SI
SI
discoversearch

We've detected that you're using an ad content blocking browser plug-in or feature. Ads provide a critical source of revenue to the continued operation of Silicon Investor.  We ask that you disable ad blocking while on Silicon Investor in the best interests of our community.  If you are not using an ad blocker but are still receiving this message, make sure your browser's tracking protection is set to the 'standard' level.
Technology Stocks : Qualcomm Moderated Thread - please read rules before posting -- Ignore unavailable to you. Want to Upgrade?


To: John Biddle who wrote (30902)1/8/2003 5:11:57 PM
From: John Biddle  Read Replies (1) | Respond to of 196499
 
CTIA Emphasizes LNP For Consumers, Carriers
By Mark Rockwell, January 8, 2003
Wireless Week

wirelessweek.com

WASHINGTON-CTIA President and CEO Tom Wheeler says his last year at the association will be the year 'someone speaks up for the consumer' about inequities in wireless regulation. And he wants to make special efforts on the local number portability issue, starting with getting regulators on the path to reconfigure the regulatory landscape for LNP issues.

At a press briefing today, Wheeler cited a number of issues, including service coverage, E911, regulatory necessity and LNP as CTIA's priorities for the coming year.

However, he emphasized that LNP rules for wireless and wireline carriers should be brought more in line with each other. As things stand now, wireless LNP is 'a fraud on consumers' because wireline carriers aren't required to port their numbers to wireless carriers unless there's a wireline switch located at the same 'rate center' as a wireless switch. Wireless carriers have switches in only one of eight wireline rate centers, meaning, according to Wheeler, that 90 percent of wireline customers that request to take their telephone number with them to a new wireless account can't do so.

'Ninety percent of numbers won't be portable between wireline and wireless carriers,' he says. 'When you create an environment where 90 percent of callers are denied what they want' regulators aren't doing their jobs, he says.

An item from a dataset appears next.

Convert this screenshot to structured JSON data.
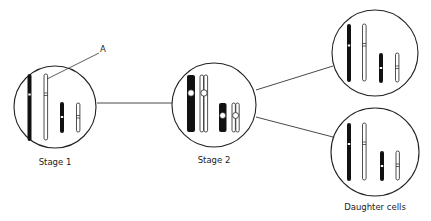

Applying the same requirements on wireline carriers for LNP as are required of wireless carriers should be the aim of any LNP regulation, he says. 'Our petition says, 'if you're going to do [LNP], do it right,'' he says.

Along those lines, CTIA recently filed a motion at the D.C. circuit court asking that it decide on whether there is a level playing between wireline and wireless companies when in comes to LNP. The filing won't affect an approaching Nov. 24 deadline for wireless carriers to implement some LNP, according to Wheeler.



To: John Biddle who wrote (30902)1/8/2003 5:46:18 PM
From: Art Bechhoefer  Read Replies (1) | Respond to of 196499
 
John, the swinging pendulum theory (that investors were moving into dividend paying stocks before the proposal to cut the dividend tax) is the kind of spin one would expect from a generally conservative newspaper. Investors will choose between dividends and growth/capital appreciation according to their own particular needs. If prospects for capital gains look poor, then investors will seek less volatile opportunities where dividends are part and parcel of the expected return.

The effect of the proposal is to increase investor interest in dividend paying stocks and DECREASE motivation to invest in growth stocks. To neutralize this bias, the administration added a provision to cut capital gains taxes according to the amount of retained earnings, but calculating such a figure would make it almost impossible to implement.

There are other, better alternatives. One is to exempt the first $1000 of dividends and/or interest from taxes, which would help many small investors. This feature used to in the income tax statutes back in the 70's (with a maximum of $400 exempted). Another is to index capital gains for inflation, thereby compensating for the additional risk one takes when investing for growth. At least these alternatives can be easily implemented, without at the same time reducing the NECESSARY REVENUES that the government must collect in order to avoid increasing the tax burden on our children and grandchildren.

The proposal is not good for companies like QUALCOMM. It was not well thought out, but that's nothing new, is it?